Deliver to DESERTCART.VN
IFor best experience Get the App
Full description not available
E**Y
Necessary Ballast
Jay Michaelson’s The Gate of Sadness: Sadness and the Spiritual Path seeks to create a much need corrective path from New Age books, talks, and seminars devoted to finding and attaining happiness through spiritual and religious pursuits. Rather than viewing sadness as an impediment to the spiritual path, Michaelson frames it, quite correctly, as integral; without dark times, we would lack the necessary cognitive and mental tools to refine our sense of being in the world.Even when the sadness appears to serve no purpose, Michaelson explains techniques to hold the sadness, to allow it to dwell within us without comment or judgement. This Buddhist technique can reveal startling results. By sitting still with the sadness, we can come to an understanding of it as a fleeting state. It moves on, just like all our emotional states. Sadness has no more hold on us than any other emotion.Michaelson writes this book in the first person, giving the work an intimate feel, revealing much about himself and the ups and downs of his quest. This book is excellent ballast for the scores dangerous Pollyanna spiritual guides we find today. It's OK to be sad.
C**E
off the mark
I found this book an odd reflection of what seems to be going on now in spiritual circles: there is a lot of cross-over (which can sometimes expand and deepen understanding) but how much of that cross-over manages to avoid the difficulties and demands of each path or miss the point completely? The old way (a sometimes rigid and culturally conditioned adherence to one way of seeing things) has been replaced by "a little of this and a little of that". Is it really possible to separate Buddhist practice (vipassana) from the 8-fold path with its very specific moral and ethical demands and turn it into a sectarian practice? There is a weird compartmentalization that is happening now and it seems to me to have to do with "having your cake and eating it too". I found this book to be a reflection of that compartmentalization. Renunciation is not the same thing as repression or self-indulgence.. I think it's difficult to reconcile impermanence and emptiness with continuing to prop up a "feel good" sense of the "me".
M**N
Profound!
Wow.. deeply moving. The book reads like a poem . So much spiritual insight. It’s a book to be savored.
L**C
Interesting read
The book was an easy read and quite moving.
J**F
Well done and thoughtful.
Well done and thoughtful.
S**L
Beautiful. Contemplative
Beautiful. Contemplative. Soulful. Redemptive. I savored this book slowly over the Jewish high holidays, and then recommended it to my fellow students, mentors, and colleagues at Harvard Divinity School, as well as to friends who, like me, have journeyed through loss in some way... Thank you, Jay Michaelson, for a book to read slowly--and then again.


→ **Exercise aim**
Reproduce exactly the entries from the "Transcribe this image's" line to the end. Skip all pictures.
*** Block opens ***
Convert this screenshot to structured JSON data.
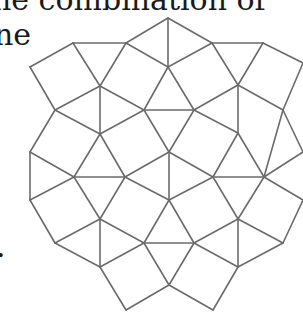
{
  "text_fragments": {
    "line1": "he combination of",
    "line2": "ne",
    "line3": "."
  },
  "figure": {
    "stroke_color": "#6b6b6b",
    "background": "#ffffff",
    "vertices": {
      "A": [
        168,
        18
      ],
      "B": [
        126,
        43
      ],
      "C": [
        212,
        43
      ],
      "D": [
        73,
        43
      ],
      "E": [
        263,
        43
      ],
      "F": [
        30,
        67
      ],
      "G": [
        168,
        67
      ],
      "H": [
        100,
        86
      ],
      "I": [
        238,
        85
      ],
      "J": [
        303,
        63
      ],
      "K": [
        55,
        110
      ],
      "L": [
        144,
        110
      ],
      "M": [
        194,
        110
      ],
      "N": [
        283,
        110
      ],
      "O": [
        100,
        134
      ],
      "P": [
        238,
        133
      ],
      "Q": [
        30,
        152
      ],
      "R": [
        169,
        152
      ],
      "S": [
        303,
        152
      ],
      "T": [
        74,
        177
      ],
      "U": [
        125,
        177
      ],
      "V": [
        213,
        177
      ],
      "W": [
        264,
        177
      ],
      "X": [
        30,
        200
      ],
      "Y": [
        169,
        200
      ],
      "Z": [
        303,
        200
      ],
      "a": [
        100,
        219
      ],
      "b": [
        238,
        219
      ],
      "c": [
        55,
        243
      ],
      "d": [
        144,
        243
      ],
      "e": [
        194,
        243
      ],
      "f": [
        283,
        243
      ],
      "g": [
        100,
        267
      ],
      "h": [
        238,
        267
      ],
      "i": [
        169,
        285
      ],
      "j": [
        126,
        310
      ],
      "k": [
        213,
        310
      ]
    },
    "edges": [
      [
        "A",
        "B"
      ],
      [
        "A",
        "C"
      ],
      [
        "A",
        "G"
      ],
      [
        "B",
        "G"
      ],
      [
        "C",
        "G"
      ],
      [
        "B",
        "D"
      ],
      [
        "D",
        "F"
      ],
      [
        "F",
        "K"
      ],
      [
        "D",
        "H"
      ],
      [
        "B",
        "H"
      ],
      [
        "K",
        "H"
      ],
      [
        "C",
        "I"
      ],
      [
        "C",
        "E"
      ],
      [
        "E",
        "I"
      ],
      [
        "E",
        "J"
      ],
      [
        "J",
        "N"
      ],
      [
        "N",
        "I"
      ],
      [
        "H",
        "L"
      ],
      [
        "G",
        "L"
      ],
      [
        "G",
        "M"
      ],
      [
        "L",
        "M"
      ],
      [
        "M",
        "I"
      ],
      [
        "H",
        "O"
      ],
      [
        "K",
        "O"
      ],
      [
        "L",
        "O"
      ],
      [
        "K",
        "Q"
      ],
      [
        "O",
        "T"
      ],
      [
        "O",
        "U"
      ],
      [
        "T",
        "U"
      ],
      [
        "Q",
        "T"
      ],
      [
        "Q",
        "X"
      ],
      [
        "X",
        "T"
      ],
      [
        "T",
        "a"
      ],
      [
        "U",
        "a"
      ],
      [
        "U",
        "R"
      ],
      [
        "L",
        "R"
      ],
      [
        "M",
        "R"
      ],
      [
        "U",
        "Y"
      ],
      [
        "M",
        "P"
      ],
      [
        "I",
        "P"
      ],
      [
        "P",
        "V"
      ],
      [
        "P",
        "W"
      ],
      [
        "V",
        "W"
      ],
      [
        "N",
        "W"
      ],
      [
        "N",
        "S"
      ],
      [
        "W",
        "S"
      ],
      [
        "W",
        "Z"
      ],
      [
        "R",
        "V"
      ],
      [
        "R",
        "Y"
      ],
      [
        "V",
        "Y"
      ],
      [
        "V",
        "b"
      ],
      [
        "W",
        "b"
      ],
      [
        "Y",
        "e"
      ],
      [
        "Y",
        "d"
      ],
      [
        "a",
        "c"
      ],
      [
        "a",
        "d"
      ],
      [
        "a",
        "g"
      ],
      [
        "c",
        "g"
      ],
      [
        "d",
        "g"
      ],
      [
        "X",
        "c"
      ],
      [
        "d",
        "e"
      ],
      [
        "e",
        "b"
      ],
      [
        "e",
        "h"
      ],
      [
        "b",
        "f"
      ],
      [
        "b",
        "h"
      ],
      [
        "f",
        "h"
      ],
      [
        "f",
        "Z"
      ],
      [
        "d",
        "i"
      ],
      [
        "e",
        "i"
      ],
      [
        "g",
        "j"
      ],
      [
        "j",
        "i"
      ],
      [
        "i",
        "k"
      ],
      [
        "k",
        "h"
      ]
    ]
  }
}
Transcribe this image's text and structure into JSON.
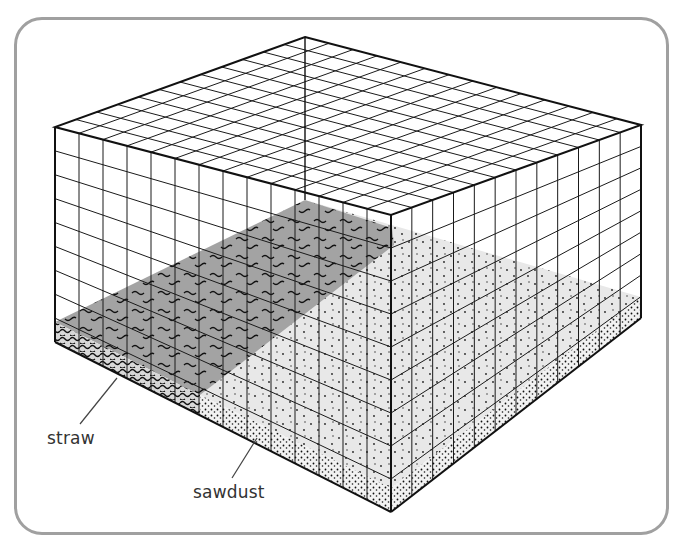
{
  "figure": {
    "labels": {
      "straw": "straw",
      "sawdust": "sawdust"
    },
    "colors": {
      "frame_border": "#a0a0a0",
      "grid_line": "#1a1a1a",
      "straw_fill": "#9e9e9e",
      "sawdust_fill": "#e6e6e6",
      "background": "#ffffff"
    }
  }
}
*** Block closes ***
→ **Result**
Transcribe this image's text and structure into JSON.
{
  "figure": {
    "labels": {
      "straw": "straw",
      "sawdust": "sawdust"
    },
    "colors": {
      "frame_border": "#a0a0a0",
      "grid_line": "#1a1a1a",
      "straw_fill": "#9e9e9e",
      "sawdust_fill": "#e6e6e6",
      "background": "#ffffff"
    }
  }
}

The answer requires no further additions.